Is Big Data Leaving Hadoop Behind?
knightsirius writes: Big Data was seen as one the next big drivers of computing economy, and Hadoop was seen as a key component of the plans. However, Hadoop has had a less than stellar six months, beginning with the lackluster Hortonworks IPO last December and the security concerns raised by some analysts.. Another survey records only a quarter of big data decision makers actively considering Hadoop. With rival Apache Spark on the rise, is Hadoop being bypassed in big data solutions?
FTA: ...biggest problem is that people allegedly still can’t use Hadoop... Hadoop is still too expensive for firms...
Hadoop is an ecosystem with lots of moving parts. Those are real problems above, but Spark (Particle) is not a stand alone replacement for an ecosystem the size of Hadoop. Moreover it has no problem running integrating with Yarn on Hadoop where you can run Hbase, Cassandra, MongoDB, Rainstor, Flume, Storm, R, Mahout and plenty of other Yarn-compatible goodies.
It's also worth noting that Hortonworks and Cloudera may not be "taking off as hoped" because the branded big-iron players are finally in the ring. They hide the (rather hideous) complexity and integrate well with any existing systems you have with those vendors. Teradata for instance has a Hadoop/Aster integration that's impressive and turn key. They bought Rainstor, and will soon have it integrated, and that's Spark-fast and hassle free. IBM's BigInsights is very impressive if you have the means.
So, no, Hadoop is in no danger of being replaced. The value proposition that my $4.2M cluster outperformed two $6M "big name" vendor supported appliances is undeniable, but only that stark when your $'s have an M suffix. What will probably occur though is that we'll end up replacing every component in Hadoop with a faster one, and MapReduce will become a memory as things like Spark and Hive/Tez move away from that methodology.
They need to refer the the pieces of hadoop. HDFS is the storage piece and many things can interface to it, it isn't great but is often good enough especially if you just have a couple local disks per node. YARN is the scheduler piece, it is mostly awful performance-wise but is fairly easy to use...long run it'll lose to something like mesos I think. MR is the map reduce piece that everyone thinks of when you say hadoop. Almost everything will run quicker in spark(still using a map/reduce methodology) than hadoop MR.
As a side note, I don't know anyone who still writes MR jobs directly, they are all doing pig or hiveql.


■ Problem statement
Find the lines below holding the word "local" and copy each of them.

■ The data
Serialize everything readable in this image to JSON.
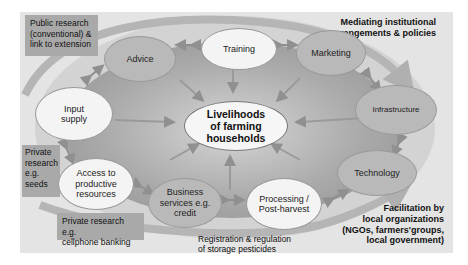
{
  "diagram": {
    "center": {
      "line1": "Livelihoods",
      "line2": "of farming",
      "line3": "households"
    },
    "nodes": [
      {
        "id": "advice",
        "label": "Advice",
        "shade": "dark"
      },
      {
        "id": "training",
        "label": "Training",
        "shade": "light"
      },
      {
        "id": "marketing",
        "label": "Marketing",
        "shade": "dark"
      },
      {
        "id": "infrastructure",
        "label": "Infrastructure",
        "shade": "dark"
      },
      {
        "id": "technology",
        "label": "Technology",
        "shade": "dark"
      },
      {
        "id": "processing",
        "line1": "Processing /",
        "line2": "Post-harvest",
        "shade": "light"
      },
      {
        "id": "business",
        "line1": "Business",
        "line2": "services e.g.",
        "line3": "credit",
        "shade": "dark"
      },
      {
        "id": "access",
        "line1": "Access to",
        "line2": "productive",
        "line3": "resources",
        "shade": "light"
      },
      {
        "id": "input",
        "line1": "Input",
        "line2": "supply",
        "shade": "light"
      }
    ],
    "boxes": {
      "public_research": {
        "line1": "Public research",
        "line2": "(conventional) &",
        "line3": "link to extension"
      },
      "private_seeds": {
        "line1": "Private",
        "line2": "research",
        "line3": "e.g.",
        "line4": "seeds"
      },
      "private_banking": {
        "line1": "Private research e.g.",
        "line2": "cellphone banking"
      }
    },
    "labels": {
      "mediating": {
        "line1": "Mediating institutional",
        "line2": "arrangements & policies"
      },
      "registration": {
        "line1": "Registration & regulation",
        "line2": "of storage pesticides"
      },
      "facilitation": {
        "line1": "Facilitation by",
        "line2": "local organizations",
        "line3": "(NGOs, farmers'groups,",
        "line4": "local government)"
      }
    },
    "colors": {
      "panel": "#e4e4e4",
      "ring": "#c9c9c9",
      "inner": "#a8a8a8",
      "dark_node": "#b9b9b9",
      "light_node": "#f4f4f4",
      "box": "#a9a9a9",
      "arrow": "#999999"
    }
  }
}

■ Response
        "line2": "local organizations",
        "line4": "local government)"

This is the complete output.